Sunday, September 27, 2009

OECD Jobs Crisis Policy Forum

As part of the OECD Labour and Employment Ministerial meeting on the Jobs Crisis, taking place in Paris on Monday and Tuesday, there will be a policy forum engaging "the social partners, researchers, Ministers and representatives of the civil society." (One wonders what the difference is between "social partners" and "representatives of the civil society". Are the partners not civil?). Professor David Blanchflower will be the keynote speaker at the Policy Forum.

Blanchflower is a "happiness" economist and, as a member of the Bank of England's Monetary Policy Committee, was early in warning of the impending credit crisis. He has also been in the front lines warning of the jobs crisis and now writes a weekly column for the New Statesman.

The Policy Forum's website presents four questions for discussion at the forum:
- Are standard employment policies adequate to respond to the crisis?

- Do these measures need to be reinforced or complemented by other less conventional measures?

- What should be done to minimize the risk that the current steep rise in unemployment will become persistent into the recovery and beyond?

- How can dialogue with social partners and other stakeholders facilitate the design and implementation of the most suitable labour market and social policy package to help workers weather the storm of the crisis?
The Sandwichman sent Professor Blanchflower his response to these four questions and is pleased that he has acknowledged the email. Below are the responses.

1. "Are standard employment policies adequate to respond to the crisis?"

Certainly not.

2. "Do these measures need to be reinforced or complemented by other less conventional measures?"

Yes, see below.

3. "What should be done to minimize the risk that the current steep rise in unemployment will become persistent into the recovery and beyond?"

The traditional trade union prescription for high unemployment put forward in the 19th century, in the 1930s and even as late as the 1950s and 1960s was to reduce the hours of work. Samuel Gompers said, "So long as there is one man who seeks employment and cannot find it, the hours of work are too long." John Maynard Keynes agreed. In a 1945 letter to T.S. Eliot, Keynes explained, "The full employment policy by means of investment is only one particular application of an intellectual theorem. You can produce the result just as well by consuming more or working less. Personally I regard the investment policy as first aid. In U.S. it almost certainly will not do the trick. Less work is the ultimate solution." Keynes expressed the same opinion more formally in a 1943 Treasury Department memorandum on "The Long Term Problem of Full Employment".

A fuller explanation of the theory underlying the trade union position can be found in Dorothy Wolff Douglas's 1932 Journal of Political Economy article on "Ira Steward on Consumption and Unemployment". For the context of Keynes's views on working less and their centrality to Keynes's thought, see the conclusion to Robert Skidelsky's 1998 paper, "Keynes and Employment Policy in the Second World War." In light of the uncanny convergence between Steward's ideas on unemployment and Keynes's, it would be a serious mistake to overlook them.

4. "How can dialogue with social partners and other stakeholders facilitate the design and implementation of the most suitable labour market and social policy package to help workers weather the storm of the crisis?"


Dialogue on the relationship between unemployment, wages and reduction of the hours of work has been effectively banished from mainstream economics by the bogus accusation that proponents of shorter working time commit a "lump of labor fallacy". Even the unions in the US have finally acceded to the shibboleth. Below is the abstract to my 2007 Review of Social Economy article, "Why Economists Dislike a Lump of Labor":

"The lump-of-labor fallacy has been called one of the “best known fallacies in economics.” It is widely cited in disparagement of policies for reducing the standard hours of work, yet the authenticity of the fallacy claim is questionable, and explanations of it are inconsistent and contradictory. This article discusses recent occurrences of the fallacy claim and investigates anomalies in the claim and its history. S.J. Chapman's coherent and formerly highly regarded theory of the hours of labor is reviewed, and it is shown how that theory could lend credence to the job-creating potentiality of shorter working time policies. It concludes that substituting a dubious fallacy claim for an authentic economic theory may have obstructed fruitful dialogue about working time and the appropriate policies for regulating it."

The unreasoning antagonism of contemporary economists to shorter hours of work is not unprecedented. Mark Blaug's 1958 article, "The Classical Economists and the Factory Acts," revealed how most of the 19th century political economists opposed the reduction of hours on the basis of "principles" that owed nothing to any actual economic analysis. Fortunately, that earlier opposition was overcome by persistent agitation. The current impasse, though, has been hard-wired into theoretical models that owe more to their fanciful premises than to their mathematical rigor.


What you copy should be the lines from the one with "Identify the location" through the end of the entries, word for word. Omit the pictures.

Material provided:
________________
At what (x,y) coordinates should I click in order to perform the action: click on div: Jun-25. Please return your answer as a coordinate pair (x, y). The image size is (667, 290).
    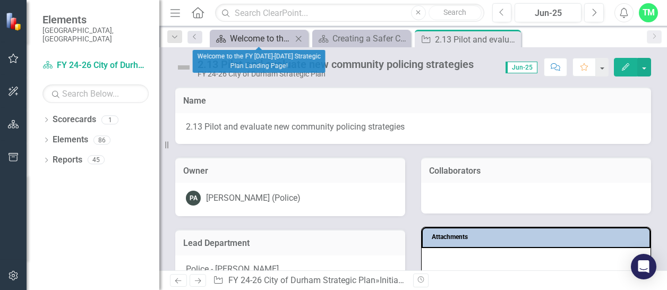
    Looking at the image, I should click on (548, 13).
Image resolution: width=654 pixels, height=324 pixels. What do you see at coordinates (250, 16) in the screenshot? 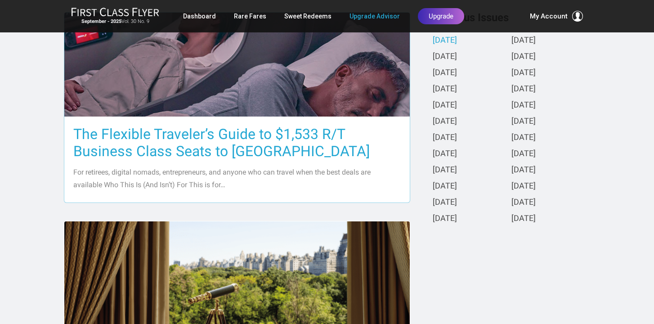
I see `a: Rare Fares` at bounding box center [250, 16].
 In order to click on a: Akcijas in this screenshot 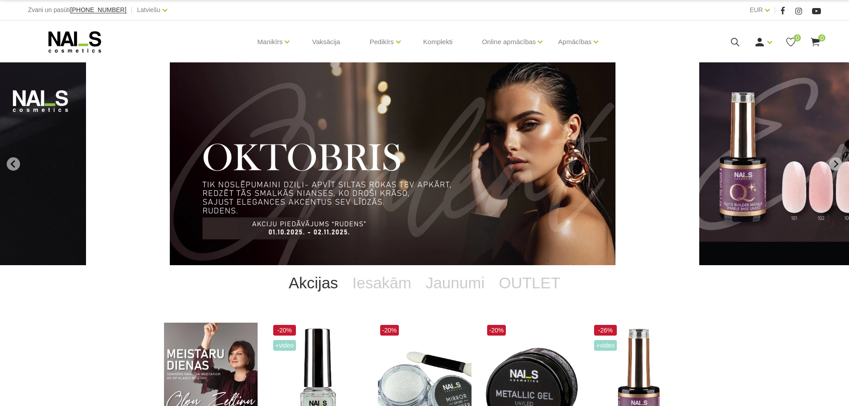, I will do `click(313, 283)`.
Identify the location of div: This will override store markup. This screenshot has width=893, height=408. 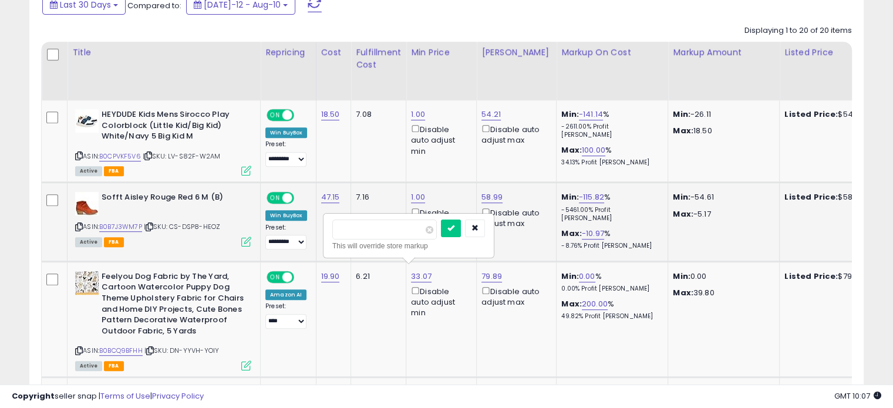
(409, 246).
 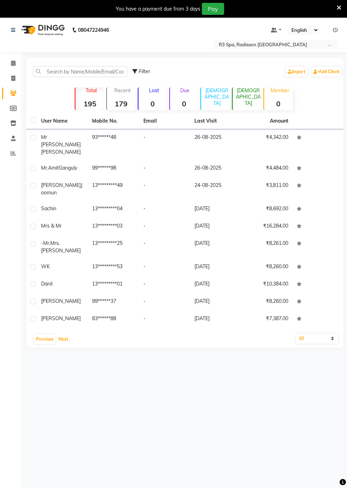 What do you see at coordinates (158, 9) in the screenshot?
I see `div: You have a payment due from 3 days` at bounding box center [158, 9].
________________
Output of the task:
Identify the location of div: This will override store markup. This screenshot has width=893, height=408. 
(409, 246).
  What do you see at coordinates (158, 9) in the screenshot?
I see `div: You have a payment due from 3 days` at bounding box center [158, 9].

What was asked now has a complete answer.